Rather than centralizing services and expecting patients to adapt, The Health Wagon’s model reverses the equation. Mobile units go where people are, and specialty care is delivered through pop-up clinics and telehealth partnerships. “We design care around the community, not the clinic,” says Dr. Tyson. “If you keep doing healthcare the same way, you will keep getting the same outcomes.”

Building Care Models Around Appalachian Life

Dr. Tyson’s approach emerged from proximity to the problem. Raised in a coal miner’s family in Appalachia, she trained first as a nurse under the mentorship of Sister Bernie Kenny, founder of The Health Wagon, before becoming a nurse practitioner and earning a Doctor of Nursing Practice. Care teams at The Health Wagon are interdisciplinary and nurse-led, bringing together nurse practitioners, pharmacists, dental professionals, behavioral health providers, and social service partners. “Outreach becomes not just about delivering care, but about building relationships,” Dr. Tyson says, pointing to the generational distrust of institutions that exists in many Appalachian communities.

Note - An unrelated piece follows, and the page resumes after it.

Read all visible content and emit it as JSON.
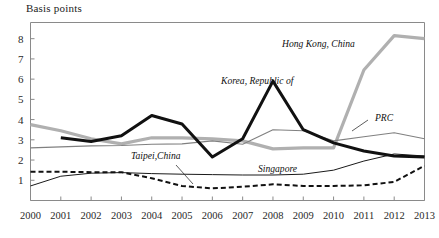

The impact is most visible in chronic disease management. Patients with diabetes often arrive with blood sugar levels in the 500s or 600s after years of delayed treatment. By providing medication, education, monitoring tools, labs, and follow-up care at no cost and with no travel barriers, The Health Wagon has achieved an average hemoglobin A1C of 7.4 among its diabetic patients. “Once you remove the barriers, you get optimal outcomes,” Dr. Tyson says, challenging the assumption that poor health outcomes reflect patient disengagement rather than systemic failure.

Innovation Without Losing the Human Connection

The Health Wagon has partnered with the University of Virginia for more than three decades to deliver specialty and subspecialty care remotely, eliminating the need for six-hour drives through the mountains. In 2015, it was a pioneering partner on the first FAA-approved drone delivery of medications in the United States, a project now recognized by the Smithsonian’s National Air and Space Museum, and the drone is housed there.

Dr. Tyson views artificial intelligence as a potential equalizer for rural healthcare if implemented intentionally. AI-supported diagnostics can enable earlier detection of conditions such as diabetes, kidney disease, and cervical cancer, while decision-support tools help clinicians focus their limited time where it matters most. “AI will never replace relationship, trust, or compassionate care,” Dr. Tyson says. The opportunity lies in using technology to support clinicians, not supplant them. Ethical deployment remains critical. Human-centered design, transparency, and alignment with community values will determine whether innovation narrows or widens existing disparities.

Collaboration as the Engine of Scale and Longevity

No single organization can address rural health disparities alone. Dr. Tyson has built an extensive network of partnerships spanning more than 50 universities, healthcare agencies, faith-based organizations, and hospital systems. That collaborative infrastructure is most visible during the Move Mountains Medical Mission, a three-day annual outreach that has traditionally been the largest health event of its kind in the United States, providing eye, dental, and medical care. 

Thousands line up for free care, sometimes days in advance. International observers are often stunned by the scene. “People are shocked that this happens here,” Dr. Tyson says. “But it shows what’s possible when collaboration replaces fragmentation.” As rural healthcare faces mounting pressure nationwide, The Health Wagon’s work shows that systems designed around access, trust, and continuity can produce measurable outcomes even in the most resource-constrained settings. For Appalachia, mobilized healthcare outreach is a long-term strategy for equity.